I assume “precompiles” are vetted before they get included in the state.

Q: What is the process of getting a precompile added?
Q: What kind of “precompiles” do you imagine to be added?

executeCode(code: bytes, data: bytes) -> bytes : runs exec(code, data) as a pure function (except for the ability to use callPrecompile ) and returns the output

Q: Why is there a need to execute raw code? This is dynamic data and makes verification of the “precompile” much harder.
Q: Is this execution starting off with its own MAX_TX_GAS_LIMIT or whatever is left at the time of calling it?

Each shard block would have a gas limit of N gas; transactions being applied in a block would consume gas from this pool.

Q: Is this gas limit the same as MAX_TX_GAS_LIMIT?

Wrote up a potential translation of the execution engine API into WebAssembly: https://github.com/ewasm/design/issues/190#issuecomment-488726054

I assume “precompiles” are vetted before they get included in the state.

Nope!
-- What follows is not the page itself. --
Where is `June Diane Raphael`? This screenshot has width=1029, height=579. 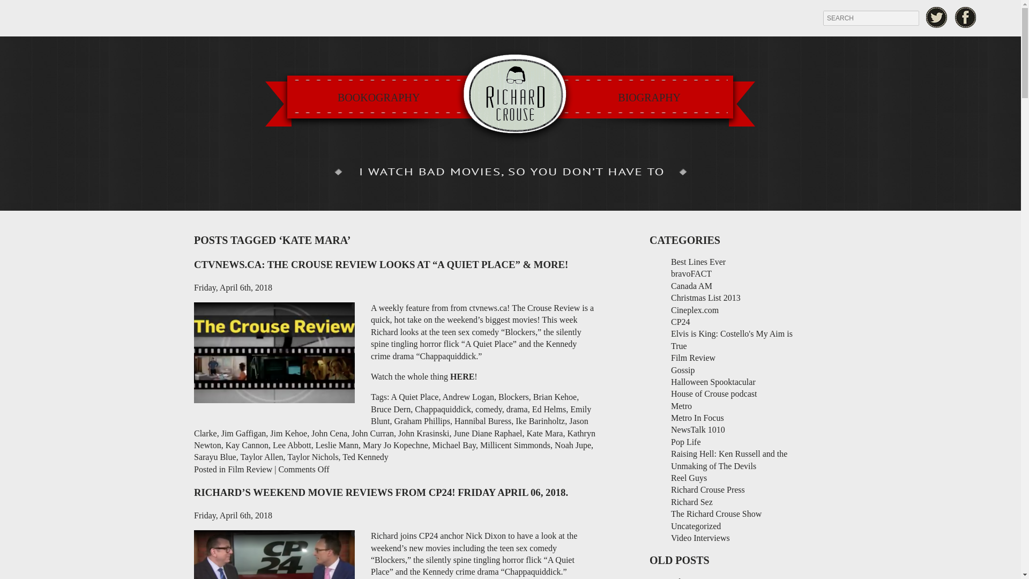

BTW I just renamed “precompile” to “execution script” to clarify that these aren’t like eth1 precompiles. There’s two major use cases for execution scripts:

  1. As the code that is used to execute top-level transactions.
  2. As functions that can get called by other code, where those functions represent code that is expected to get executed many times by many different actors, and so benefits from being stored once in the beacon chain rather than in every shard and from being stored by clients in compiled form so it can get executed much more quickly.

Q: Why is there a need to execute raw code? This is dynamic data and makes verification of the “precompile” much harder.

The execution scripts on the beacon chain are meant to be very few in number, perhaps a few thousand at most. There’s not enough space on the beacon chain to hold code for every user. So the way that user-level code would be stored is that it would be stored in storage slots on the shards, and then the execution scripts would handle the logic of “treat this storage data as contract code, treat this other storage data as contract storage, and execute the code with storage and tx data as input”.

Q: Is this execution starting off with its own MAX_TX_GAS_LIMIT or whatever is left at the time of calling it?

Removed MAX_TX_GAS_LIMIT for the moment. The goal is that there is N total gas per block that gets assigned to transactions in that block; if that N gas runs out before all the transactions get processed, then the remaining transactions would either get skipped over or they would get processed with some minimum quantity of gas that lets them do basic operations but not more.